Silicon Valley emerged as a hotspot for Indian software graduates in the 1970-80s. Ever since, they have broken the glass ceiling for immigrants, pushed the boundaries of technological innovation and many have secured highly visible positions of power.
From the likes of Vinod Khosla cofounding Sun Microsystems to Sabeer Bhatia establishing Hotmail to the new crop of leaders including Sundar Pichai becoming the CEO of Google, Satya Nadella becoming the CEO of Microsoft and most recently Jyoti Bansal selling his app performance management company App Dynamics to Cisco for $3.7 billion, a long list of success stories have emerged over the years.
“I was in the US on an H-1B visa and I had to wait many years to get my Green Card before I could start a company of my own.
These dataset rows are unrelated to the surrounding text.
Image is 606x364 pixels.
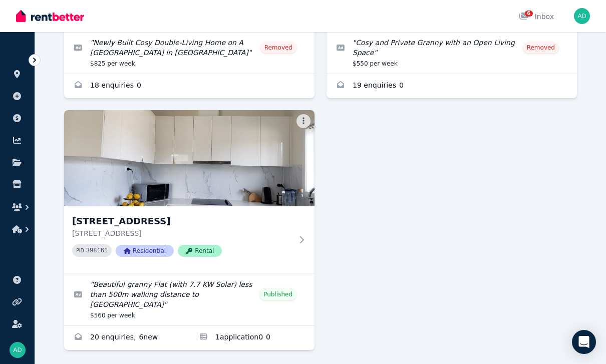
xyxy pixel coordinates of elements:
[72,214,292,228] h3: [STREET_ADDRESS]
[64,110,315,206] img: 87a Lovegrove Dr, Quakers Hill
[76,248,84,253] small: PID
[519,11,554,21] div: Inbox
[115,245,174,257] span: Residential
[86,248,108,254] code: 398161
[572,330,596,354] div: Open Intercom Messenger
[64,274,315,326] a: Edit listing: Beautiful granny Flat (with 7.7 KW Solar) less than 500m walking distance to Quaker...
[178,245,222,257] span: Rental
[525,10,533,17] span: 6
[72,228,292,238] p: [STREET_ADDRESS]
[64,326,189,350] a: Enquiries for 87a Lovegrove Dr, Quakers Hill
[189,326,315,350] a: Applications for 87a Lovegrove Dr, Quakers Hill
[64,74,315,98] a: Enquiries for 15 Integrity St, Cameron Park
[574,8,590,24] img: Ajit DANGAL
[296,114,311,128] button: More options
[9,342,25,358] img: Ajit DANGAL
[64,32,315,74] a: Edit listing: Newly Built Cosy Double-Living Home on A Quite Street in Cameroon Park
[16,8,84,23] img: RentBetter
[64,110,315,273] a: 87a Lovegrove Dr, Quakers Hill[STREET_ADDRESS][STREET_ADDRESS]PID 398161ResidentialRental
[327,74,577,98] a: Enquiries for 15A Integrity St, Cameron Park
[327,32,577,74] a: Edit listing: Cosy and Private Granny with an Open Living Space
If you already have an established start up in India, moving to Silicon Valley to establish a presence is a bit easier,” said Jyoti Bansal, founder of AppDynamics to ET. Ajmer-born Bansal moved to US with dreams of setting up his own venture in 2000, but it took him seven years of working for other startups before he got the employment authorisation document that allowed him to launch his own company.
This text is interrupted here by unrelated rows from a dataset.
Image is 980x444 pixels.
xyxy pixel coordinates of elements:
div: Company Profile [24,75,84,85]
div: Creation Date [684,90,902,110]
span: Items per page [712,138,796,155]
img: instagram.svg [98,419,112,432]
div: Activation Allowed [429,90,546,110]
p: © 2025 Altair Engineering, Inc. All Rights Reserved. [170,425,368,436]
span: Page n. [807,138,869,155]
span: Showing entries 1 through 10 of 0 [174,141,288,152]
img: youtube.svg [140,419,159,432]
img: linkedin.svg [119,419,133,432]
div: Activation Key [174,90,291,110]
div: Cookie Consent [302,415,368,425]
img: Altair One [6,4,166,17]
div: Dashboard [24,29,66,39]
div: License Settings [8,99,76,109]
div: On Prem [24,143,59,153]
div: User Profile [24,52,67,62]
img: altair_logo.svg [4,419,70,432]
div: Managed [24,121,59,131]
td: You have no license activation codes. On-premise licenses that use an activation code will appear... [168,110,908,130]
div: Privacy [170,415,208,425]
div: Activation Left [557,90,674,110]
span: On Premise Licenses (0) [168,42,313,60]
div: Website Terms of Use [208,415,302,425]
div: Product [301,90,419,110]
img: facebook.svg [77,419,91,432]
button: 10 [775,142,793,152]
“The first challenge for Indian-origin founders is to overcome visa and immigration issues before they can start a business in Silicon Valley. And the most important ingredient missing is the lack of experience selling and marketing in US and international markets, but that will come over time,” Bansal said.
In 2016, according to the US Census Bureau, Indians stood out as the richest, as well as the most educated ethnic group in the country. Most recently, in an environment that’s becoming increasingly hostile, MadeByImmigrants was formed in association with the Amercian Civil Liberties Union.
This comes as US president Donald Trump has made his views clear on immigrants taking away local jobs. The project said immigrants had set up over 65 companies, creating over 500,000 jobs in US, with Indian entrepreneurs and those at a leadership level contributing close to 35%-40%. “At Google alone, 40% of the engineers are Indians, it’s common for quite a few of them to set out and start ventures on their own. Even at the leadership level there are Indians heading various verticals,” a senior executive at Google told ET at the company’s headquarters in Mountain View, California.
According to the Migration Policy Institute, there were 89,000 Indians living in Silicon Valley in 2015, with most involved in the tech industry. Newer enterprise tech Indian startups Postman, Nutanix and Helpshift had to overcome a series of challenges ranging from insurance, office space, making local recruitments to adapting to cultural changes. “Setting up shop in a new country can be complicated. Everything is a bit different–banks, insurance, ways of doing business.
We found our investors, Nexus Venture Partners, who have a base in Silicon Valley, to be super helpful on recruitments, finding an office, business advice on day to day challenges,” said Abhinav Asthana, cofounder of Postman. According to Abinash Tripathy, founder of Helpshift, the top two issues Indians face are adaptation to the culture and lack of a local network. “We are just starting to see the first generation of product startups emerge from India, which is very exciting,” said Tripathy.
“The process of the ecosystem maturing to the point where we will create globally competitive companies is a multi-decade process that has just started,” he said.